Why suicide, hackers and fistfights couldn’t stop Ohio on Election Day: ‘No-fail’ mission

COLUMBUS, Ohio — Secretary of State Frank LaRose once served his country as a Green Beret overseas — now he uses that training for what he says is the most important “no-fail” mission of his career: safeguarding American elections.

The 45-year-old GOP officer told The Post failure on Election Day “was not an option,” and despite brawls, hackers and at least one death, the ballots were all counted — and counted fast.

Ohio was called for Donald Trump at just 9:08 p.m.. Polls closed at 7:30 p.m.

Ohio Secretary of State Frank LaRose in discussion with his wife, Lauren LaRose. Adam Cairns/Columbus Dispatch / USA TODAY NETWORK via Imagn Images

“We have over 3,200 polling locations with over 35,000 election officials helping to staff,” LaRose explained. “We were tested but we were ready. I had reports of a fistfight and brawls breaking out. We had a bomb scare that turned out to just be a kid’s backpack. And we even got the horrible report that someone committed suicide by jumping off a building and landing directly in front of a polling location. Awful. And it showed why crisis readiness matters and why the last four years of preparation have mattered as well.”

LaRose did not say exactly where this took place out of respect for the deceased, but did confirm “local authorities were able to respond with lightning speed” to resolve the situation and notify the family. 

“I learned pretty quickly in my first couple of months in this office that there were a lot of studies, three-ring binders full of studies about this and that,” he told The Post. “But I told my team, ‘We don’t need another study, we need execution.’”

For LaRose, pursuing perfection within that execution is an “ongoing” process that never truly stops. He and his team have spent the last four years checking in with every precinct, charging every radio, and even asking ethical hackers to take a stab at their online security.

“I’ve become kind of obsessed with and know for cybersecurity in elections,” LaRose told The Post. “If you go to our website, we ask people to attack us. We want to know where our vulnerabilities are. When we find them, we fix them. Fast.”

First-time voter Samaira Peterson with her younger sister Samaiya Peterson, preparing to vote at a school in Springfield, Ohio on Election Day AP

LaRose says he was taught to think through and solve problems like this extremely during his combat career in Iraq. 

“When a Special Forces team prepares for a mission, it’s not some Hollywood montage of like, grabbing guns and jumping and grabbing traps to go get the bad guys. It’s not nearly that exciting. Actually, it’s hours and hours at the dry erase board and just brainstorming everything that could go to crap. Then it’s more hours and more hours making sure that it doesn’t. If there’s one thing you can’t replace on a battlefield, it’s preparation.”

On election night, that preparation equaled speed. 

LaRose served as an Army Green Beret in Iraq and Kosovo from 1998 to 2007.

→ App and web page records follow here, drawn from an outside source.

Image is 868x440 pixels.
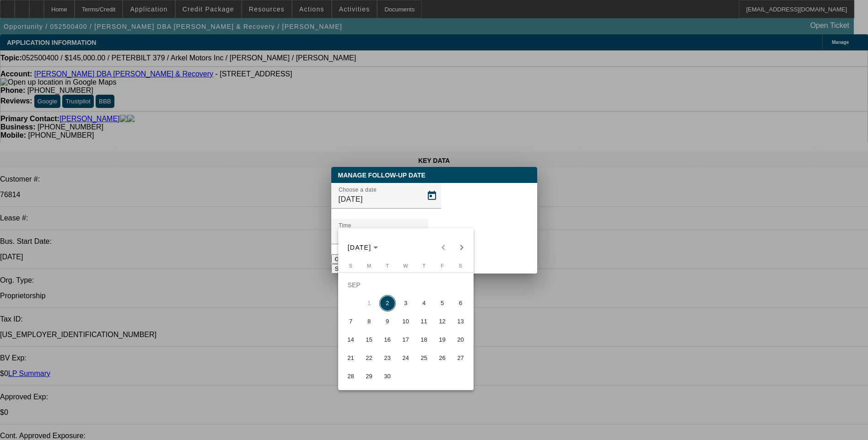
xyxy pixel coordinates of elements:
[361,295,377,312] span: 1
[342,367,360,386] button: September 28, 2025
[397,349,415,367] button: September 24, 2025
[360,294,378,313] button: September 1, 2025
[422,263,426,269] span: T
[343,332,359,348] span: 14
[452,331,470,349] button: September 20, 2025
[398,313,414,330] span: 10
[360,313,378,331] button: September 8, 2025
[452,294,470,313] button: September 6, 2025
[452,313,469,330] span: 13
[416,295,432,312] span: 4
[378,367,397,386] button: September 30, 2025
[360,331,378,349] button: September 15, 2025
[343,350,359,367] span: 21
[398,295,414,312] span: 3
[452,238,471,256] button: Next month
[398,350,414,367] span: 24
[380,295,396,312] span: 2
[343,313,359,330] span: 7
[397,313,415,331] button: September 10, 2025
[434,349,452,367] button: September 26, 2025
[360,367,378,386] button: September 29, 2025
[415,331,434,349] button: September 18, 2025
[361,368,377,385] span: 29
[415,349,434,367] button: September 25, 2025
[434,350,451,367] span: 26
[452,349,470,367] button: September 27, 2025
[342,276,470,294] td: SEP
[397,331,415,349] button: September 17, 2025
[378,331,397,349] button: September 16, 2025
[386,263,389,269] span: T
[434,313,451,330] span: 12
[459,263,462,269] span: S
[380,350,396,367] span: 23
[380,368,396,385] span: 30
[367,263,371,269] span: M
[403,263,408,269] span: W
[397,294,415,313] button: September 3, 2025
[441,263,444,269] span: F
[416,313,432,330] span: 11
[398,332,414,348] span: 17
[361,332,377,348] span: 15
[415,294,434,313] button: September 4, 2025
[452,295,469,312] span: 6
[434,313,452,331] button: September 12, 2025
[416,350,432,367] span: 25
[452,313,470,331] button: September 13, 2025
[342,313,360,331] button: September 7, 2025
[360,349,378,367] button: September 22, 2025
[378,349,397,367] button: September 23, 2025
[342,331,360,349] button: September 14, 2025
[342,349,360,367] button: September 21, 2025
[434,331,452,349] button: September 19, 2025
[343,368,359,385] span: 28
[378,313,397,331] button: September 9, 2025
[452,332,469,348] span: 20
[434,332,451,348] span: 19
[378,294,397,313] button: September 2, 2025
[349,263,352,269] span: S
[344,239,382,256] button: Choose month and year
[361,313,377,330] span: 8
[361,350,377,367] span: 22
[380,332,396,348] span: 16
[416,332,432,348] span: 18
[348,244,372,251] span: [DATE]
[380,313,396,330] span: 9
[415,313,434,331] button: September 11, 2025
[434,295,451,312] span: 5
[434,294,452,313] button: September 5, 2025
[452,350,469,367] span: 27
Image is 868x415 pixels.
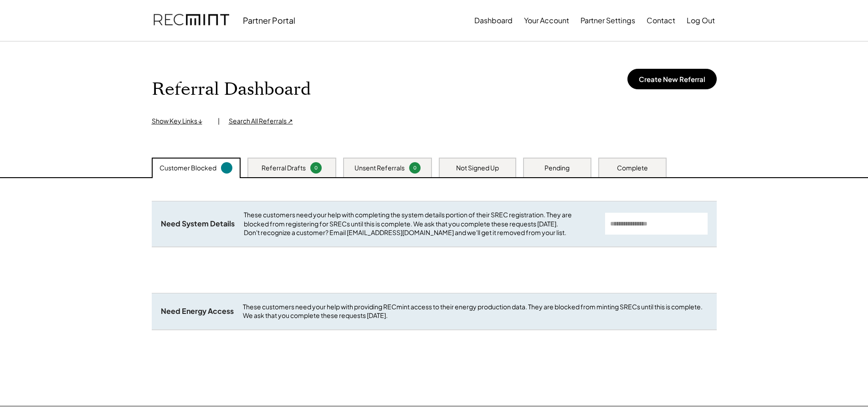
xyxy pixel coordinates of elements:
div: 0 [312,165,321,171]
div: These customers need your help with completing the system details portion of their SREC registrat... [244,210,596,237]
button: Create New Referral [627,69,717,89]
button: Your Account [524,11,569,29]
div: Show Key Links ↓ [152,117,209,126]
div: Not Signed Up [456,163,499,173]
h1: Referral Dashboard [152,79,311,100]
div: Referral Drafts [261,163,306,173]
div: Partner Portal [243,15,295,25]
button: Contact [647,11,675,29]
div: Complete [617,163,648,173]
div: Search All Referrals ↗ [229,117,293,126]
img: yH5BAEAAAAALAAAAAABAAEAAAIBRAA7 [343,64,393,115]
div: Customer Blocked [159,163,217,173]
div: Unsent Referrals [355,163,405,173]
div: | [218,117,219,126]
div: Pending [545,163,569,173]
button: Partner Settings [581,11,635,29]
button: Dashboard [475,11,513,29]
div: Need System Details [161,219,235,228]
div: 0 [411,165,419,171]
img: recmint-logotype%403x.png [153,5,229,36]
div: Need Energy Access [161,306,234,316]
button: Log Out [687,11,715,29]
div: These customers need your help with providing RECmint access to their energy production data. The... [243,302,708,320]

LaRose says that efficiency was achieved by both his department’s own preparedness and a remarkable pivot towards early voting in the Buckeye State. 

Ohio cast more than 2.5 million early ballots in 2024, with Republicans contributing about 250,000 more than Democrats.

That total is up big from the 1.8 million early votes cast in 2016. LaRose says the COVID election in 2020, which saw more than 3 million early voters, “taught” Ohio the value and convenience of early voting. 

But it taught the Republican Party something as well.

“If the other side votes for four weeks and we vote exclusively on one day, just do the math. That doesn’t turn out well for us,” LaRose told The Post. “If you’re a football coach, you know that you can score points by running, kicking or passing. And so, as a party, you can score votes through early voting, absentee voting or Election Day voting. They’re all secure.”

Some LaRose detractors have accused him of being too strict and suppressing voter turnout. But he says, “If that’s the case, I’m doing a demonstrably bad job. I presided over the largest turnout elections in Ohio history.”

Ohio cast nearly 6 million total votes in 2020 and in 2024 it was just below at around 5,585,000 ballots. 

If that’s a football team, you just might have a shot at the playoffs.